There’s a big problem with the San Jose/Santa Clara Water Pollution Control Plant. It stinks.

When it was built, in 1956, it may have been state of the art. But times have changed since then, and so has the Bay Area population that the plant serves. There are also more advances in techniques than simply removing solid waste from waste water and letting it dry in the sun in outdoor lagoons. The slightest breeze sends the scent wafting across the neighborhood. In our home bathrooms, we have air freshener and Febreze. At the Water Pollution Control Plant, it’s just Mother Nature.

The plant claims that it processes 110 million gallons of wastewater every day. While that number seems a bit high—it comes to 1 million gallons for every man woman and child in San Jose—there are days when it certainly smells like that number is accurate.

Fixing the process now could cost as much as a quarter of a billion dollars. This April, City Council will vote on a larger, $1 billion master plan to renovate the entire complex—over the course of 30 years. That isn’t soon enough for local residents and businesses. Property values—and resultant property taxes—have dropped, and people are unable to even sell their properties.

Locals have long advocated that the city work more quickly to freshen their air. They are not getting much sympathy, In December, Mayor Chuck Reed, along with Vice Mayor Madison Nguyen and Councilmember Kansen Chu, recognized that there was a problem, but wrote a memo suggesting that “staff should determine if the plant is the source of the odors.”  Still, the residents and the lobbyists they have hired, think this is a step in the right direction. In 2008, officials didn’t even recognize the odor as a problem.

Now that the city recognizes the problem, the question is: what they are willing—and able—to pay to fix it?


PROBLEM
Print the data that follows exactly as it stands, from its first line through the line containing "Task: Click on the a: Tasks", and stop there.

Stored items
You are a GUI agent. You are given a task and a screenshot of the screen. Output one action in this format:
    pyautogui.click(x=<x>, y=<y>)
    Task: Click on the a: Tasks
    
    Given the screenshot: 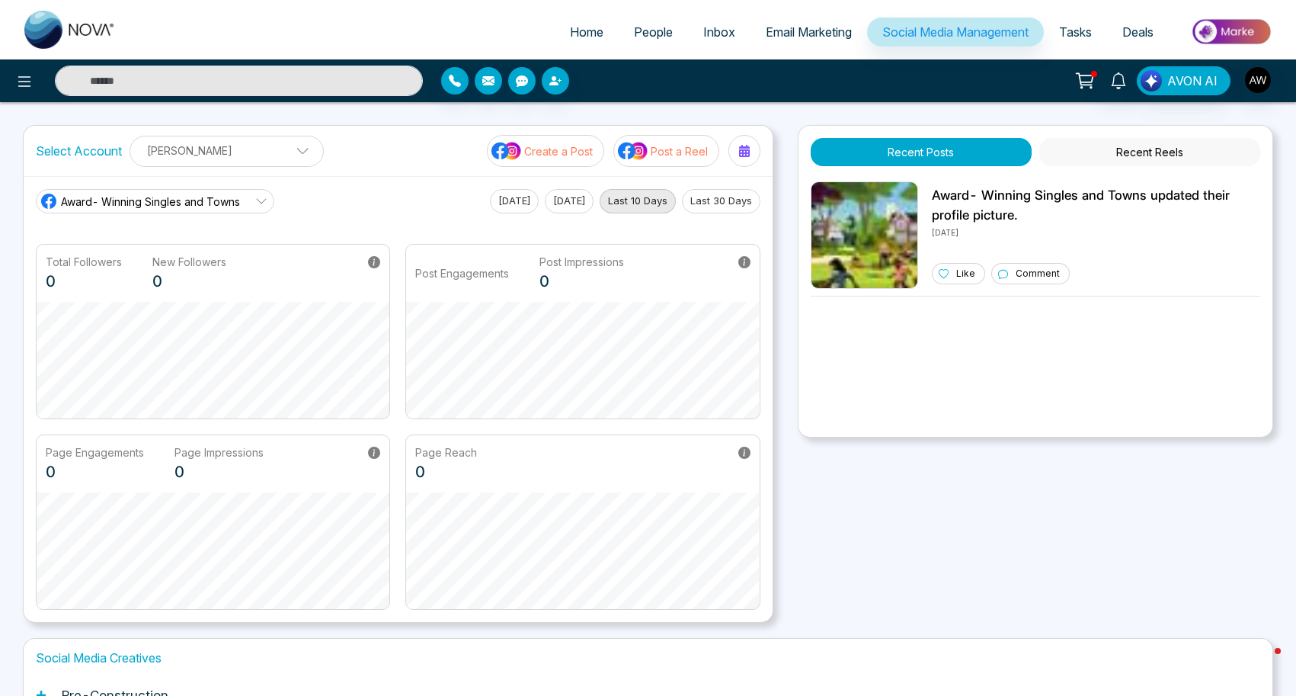 What is the action you would take?
    pyautogui.click(x=1075, y=32)
    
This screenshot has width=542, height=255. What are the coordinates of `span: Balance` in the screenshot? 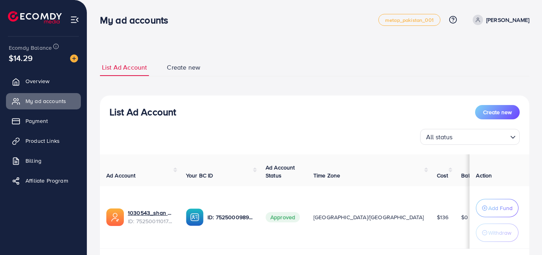 It's located at (471, 175).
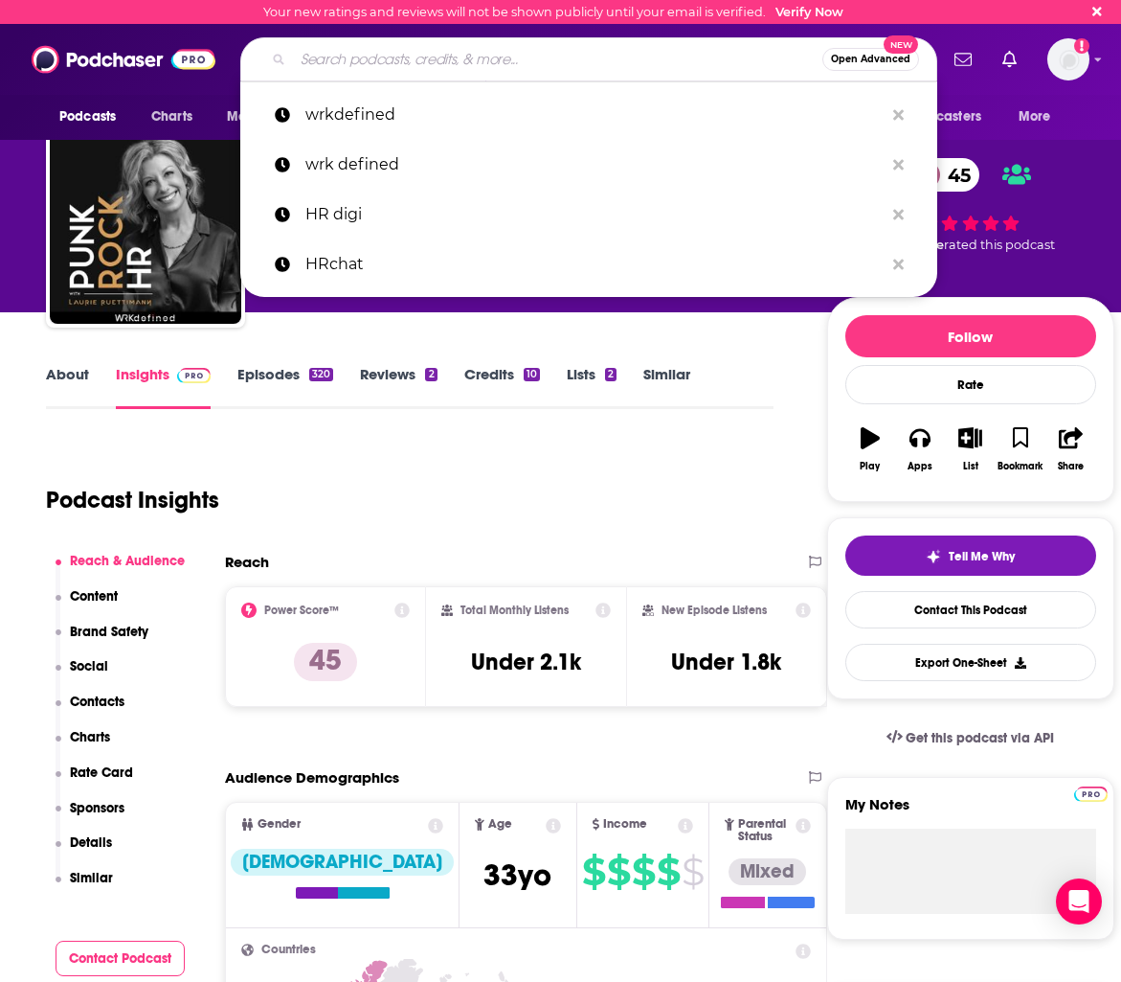  I want to click on button: Follow, so click(971, 336).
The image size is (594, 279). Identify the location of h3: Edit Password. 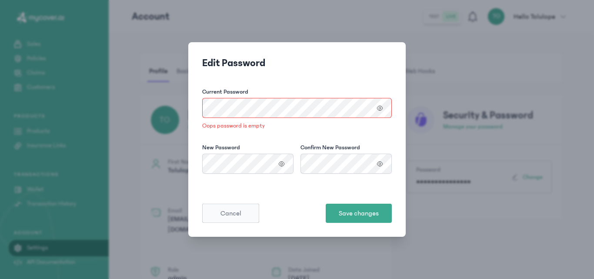
(297, 63).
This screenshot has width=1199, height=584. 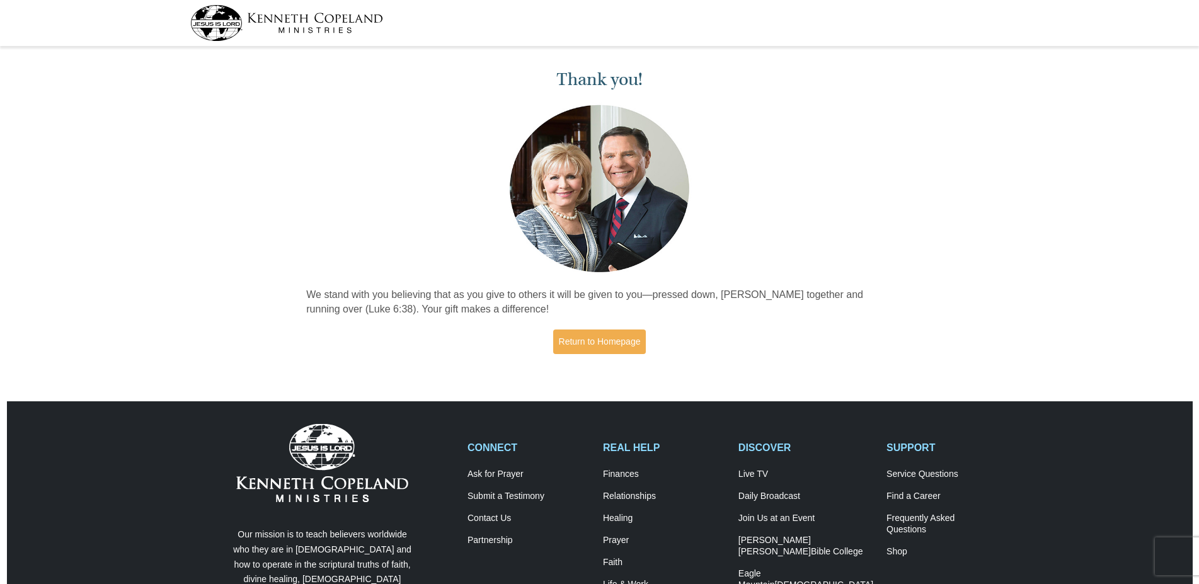 What do you see at coordinates (322, 463) in the screenshot?
I see `img: Kenneth Copeland Ministries` at bounding box center [322, 463].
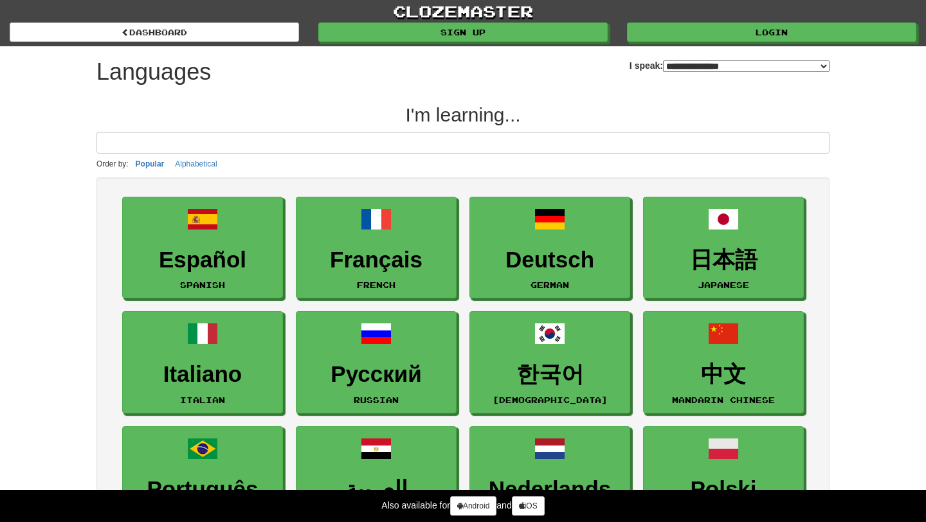 This screenshot has width=926, height=522. Describe the element at coordinates (723, 260) in the screenshot. I see `h3: 日本語` at that location.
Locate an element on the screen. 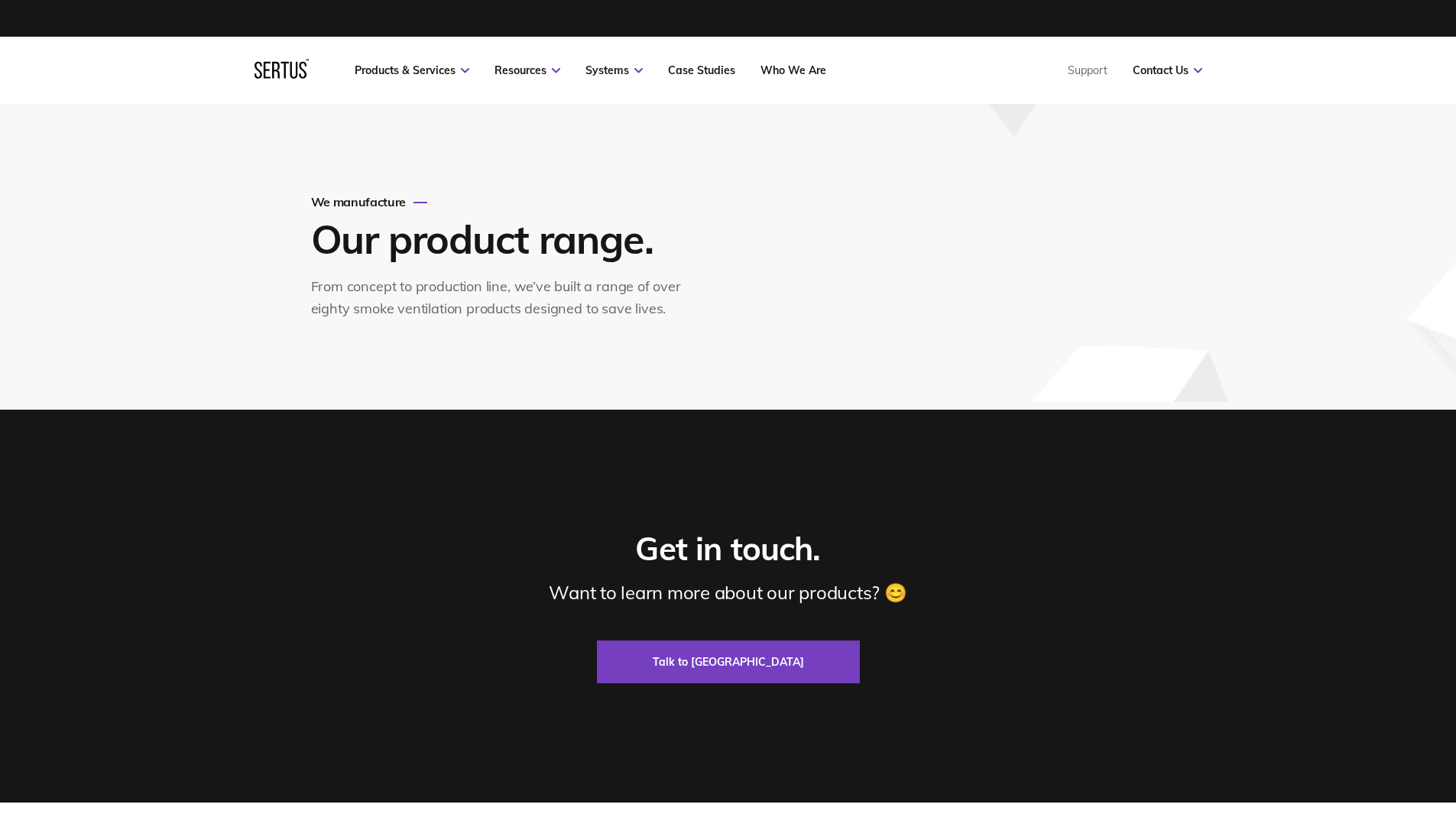  div: From concept to production line, we’ve built a range of over eighty smoke ventilation products de... is located at coordinates (504, 298).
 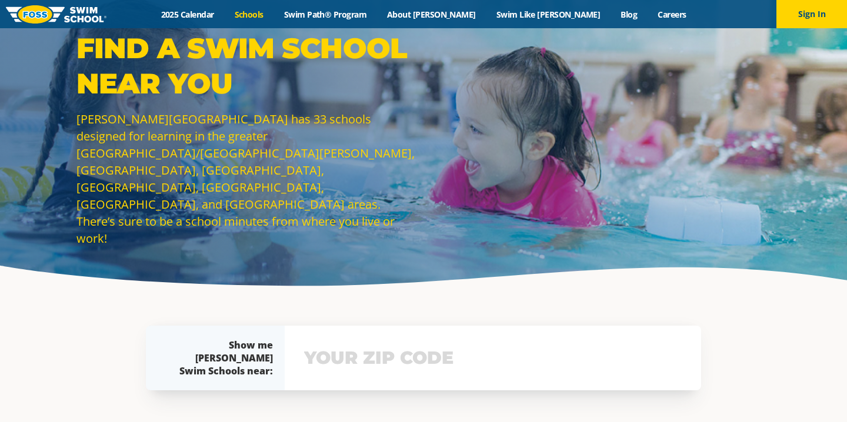 I want to click on img: FOSS Swim School Logo, so click(x=56, y=14).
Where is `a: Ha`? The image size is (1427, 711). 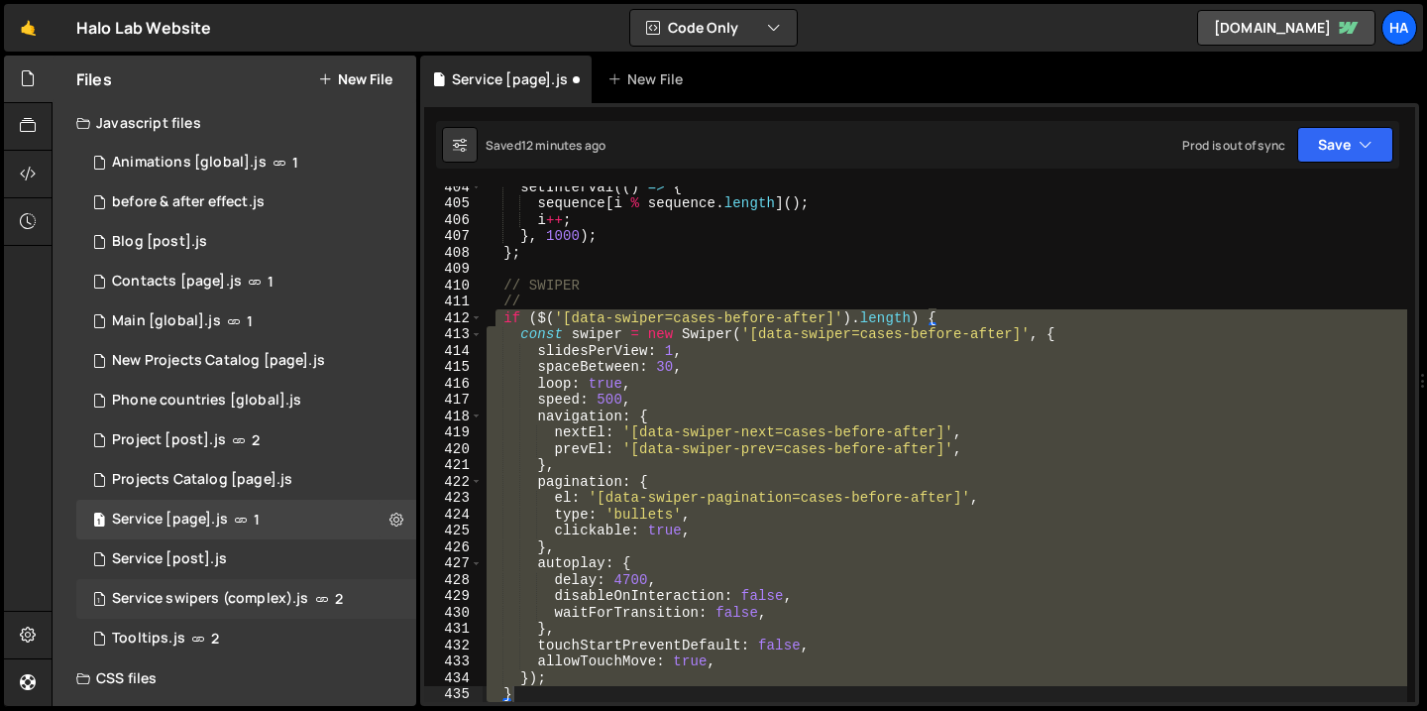
a: Ha is located at coordinates (1400, 28).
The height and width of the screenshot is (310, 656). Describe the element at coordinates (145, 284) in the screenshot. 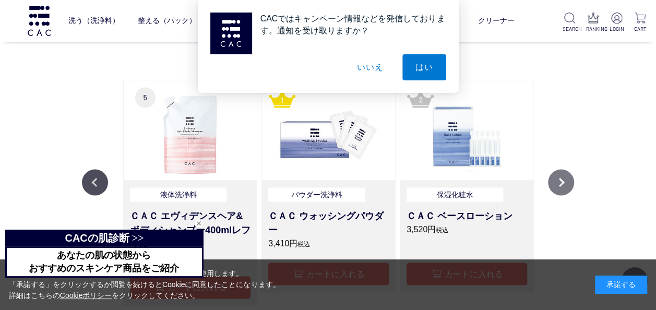

I see `div: 当サイトでは、お客様へのサービス向上のためにCookieを使用します。 「承諾する」をクリックするか閲覧を続けるとCookieに同意したことになります。 詳細はこちらの をクリックしてください。` at that location.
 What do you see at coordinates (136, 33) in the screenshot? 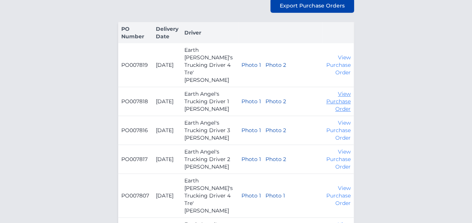
I see `th: PO Number` at bounding box center [136, 33].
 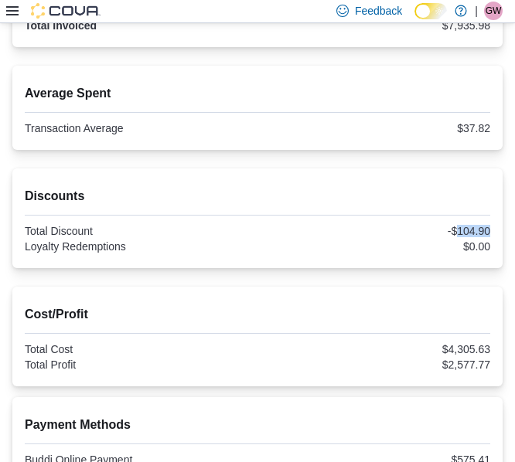 What do you see at coordinates (257, 315) in the screenshot?
I see `h2: Cost/Profit` at bounding box center [257, 315].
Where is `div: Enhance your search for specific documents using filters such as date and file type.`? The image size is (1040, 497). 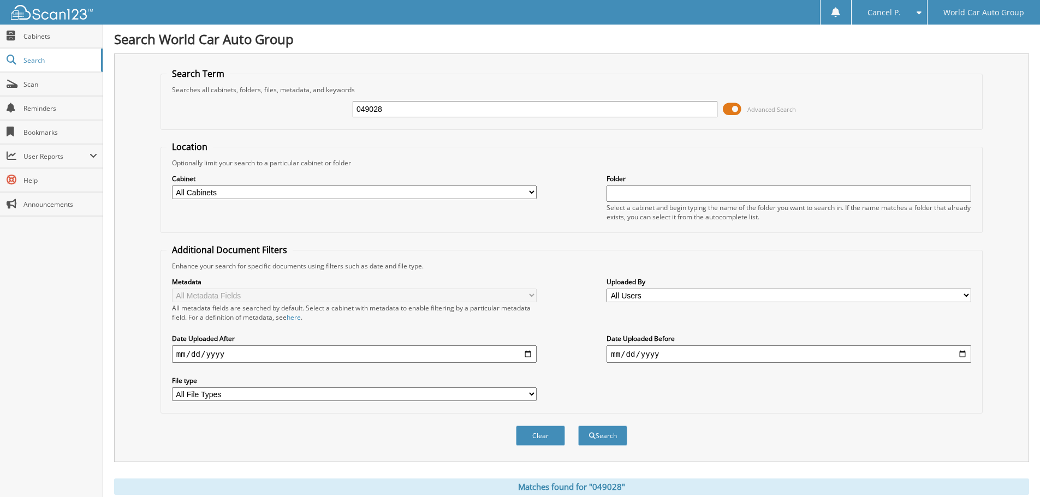 div: Enhance your search for specific documents using filters such as date and file type. is located at coordinates (572, 266).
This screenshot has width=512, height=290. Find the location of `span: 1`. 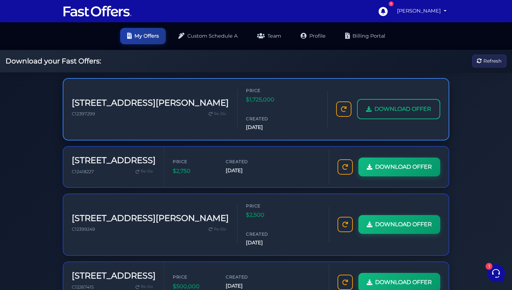

span: 1 is located at coordinates (72, 225).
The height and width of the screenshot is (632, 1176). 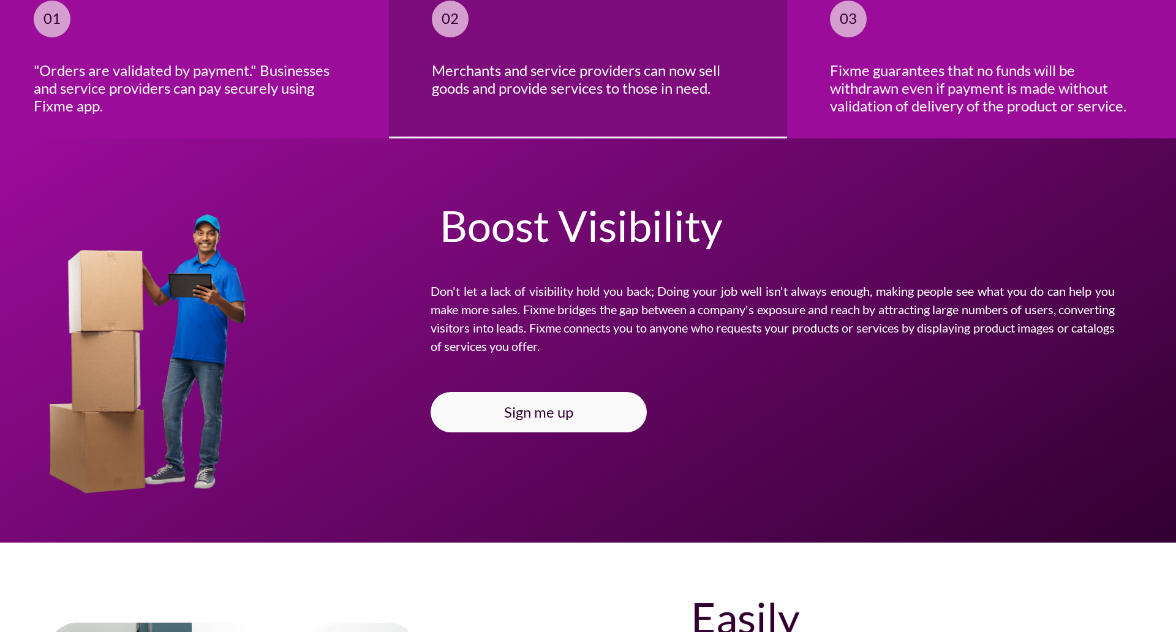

PROBLEM SOLUTION
You are a GUI agent. You are given a task and a screenshot of the screen. Output one action in this format:
    pyautogui.click(x=<x>, y=<y>)
    Task: Click on the a: Tasks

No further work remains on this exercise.